Projects  /  Naval Architecture

Vessel Modification & Stability Study

Adding equipment to a vessel is never just about whether it fits. Every kilogram changes the vessel’s stability, and a modification that looks trivial on deck can quietly erode the margins that keep it compliant. This study quantifies that impact from a survey-derived digital twin — before anything is installed.

Project Type

Naval Architecture Study

Vessel

[ VESSEL TYPE / LOA m ]

Timeframe

[ x ]–[ y ] Weeks

Sector

Commercial Marine

The Brief

Will the Modification
Hold Its Margins?

The operator planned to add equipment to an existing vessel and needed to know the stability consequence before committing. Added weight high in the vessel is the quiet killer of stability margins, and the original lightship data was old enough to be questionable.

Rather than trust drawings, Isca worked from a survey-derived digital twin of the vessel to establish the real geometry, then assessed how the proposed addition shifted the vessel’s weight, centre of gravity and stability margins against the relevant criteria.

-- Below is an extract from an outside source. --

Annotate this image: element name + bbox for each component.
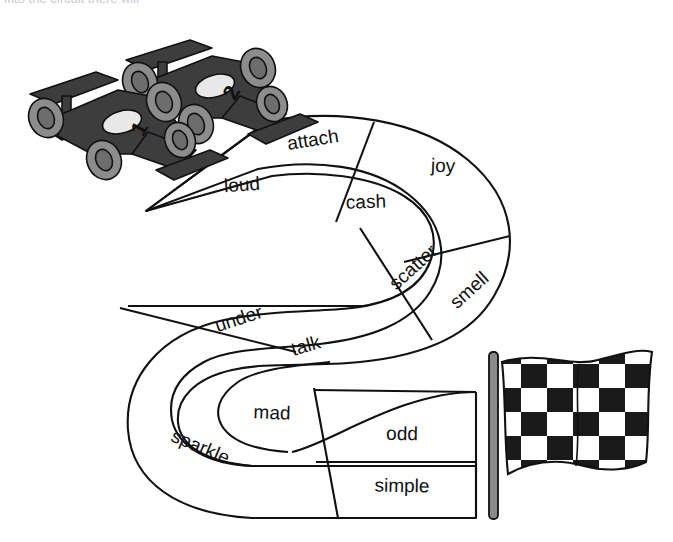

The added equipment represented approximately [ x kg ] at a height of [ x m ] above baseline — the figures that drive the entire stability impact.

Key Figures

Weight, Height, Margin.

Stability impact comes down to how much weight moves where. These are the figures that defined the assessment — each to be confirmed against the worked weight estimate and stability calculation.

Added equipment mass
[ x kg ]
Vertical centre of added mass
[ x m ABL ]
Shift in vessel VCG
[ x mm ]
Resulting GM change
[ x m ]
Margin to criteria
[ x ]
Twin source tolerance
[ ±x mm ]
Deliverables

What the Study Produced.

01

Weight & CG Estimate

A revised weight estimate incorporating the modification, with centre of gravity worked from the digital twin geometry.

02

Stability Assessment

The vessel’s stability re-evaluated against the relevant criteria with the modification in place.

03

Margin Report

A clear statement of remaining margin to the limiting criteria — the number that decides whether the mod proceeds.

04

Structural Check

Assessment of local structure at the mounting point for the added load.

05

Class Liaison Notes

The information needed to take the modification to class, framed for that conversation.

06

Mitigation Options

If margins tighten, the options to recover them — ballast, relocation, or compensating removal.

How It Ran

Twin to Verdict.

01 / GEOMETRY

Work From the Twin

Establish the real vessel geometry from survey data, not from uncertain legacy drawings.

02 / WEIGH

Revise Weight & CG

Incorporate the modification into a revised weight and centre-of-gravity estimate.

03 / ASSESS

Stability Against Criteria

Re-run stability against the limiting criteria to find the new margin.

04 / ADVISE

Verdict & Options

State the outcome plainly and, if needed, the options to recover margin.

Why Isca

The Engineering
Reasoning Behind It.

01

Stability From Real Geometry

We work the assessment from a survey-derived twin, not from lightship data that may be decades stale. The stability verdict is only as good as the geometry under it.

02

Survey and Naval Architecture in One Place

The capture and the stability work are done by the same team. Nothing is lost in the handover between a surveyor and an analyst.

03

A Plain Verdict

The client gets a clear answer on whether the modification holds its margins — not a hedged report that leaves the decision unresolved.

04

Mitigation Ready

If margins tighten, we bring the options in the same study, so a marginal result becomes a workable plan rather than a dead end.

Start a Project

Modifying a Vessel?

Before you add weight to a vessel, find out what it does to your stability margins. We can tell you from the real geometry up.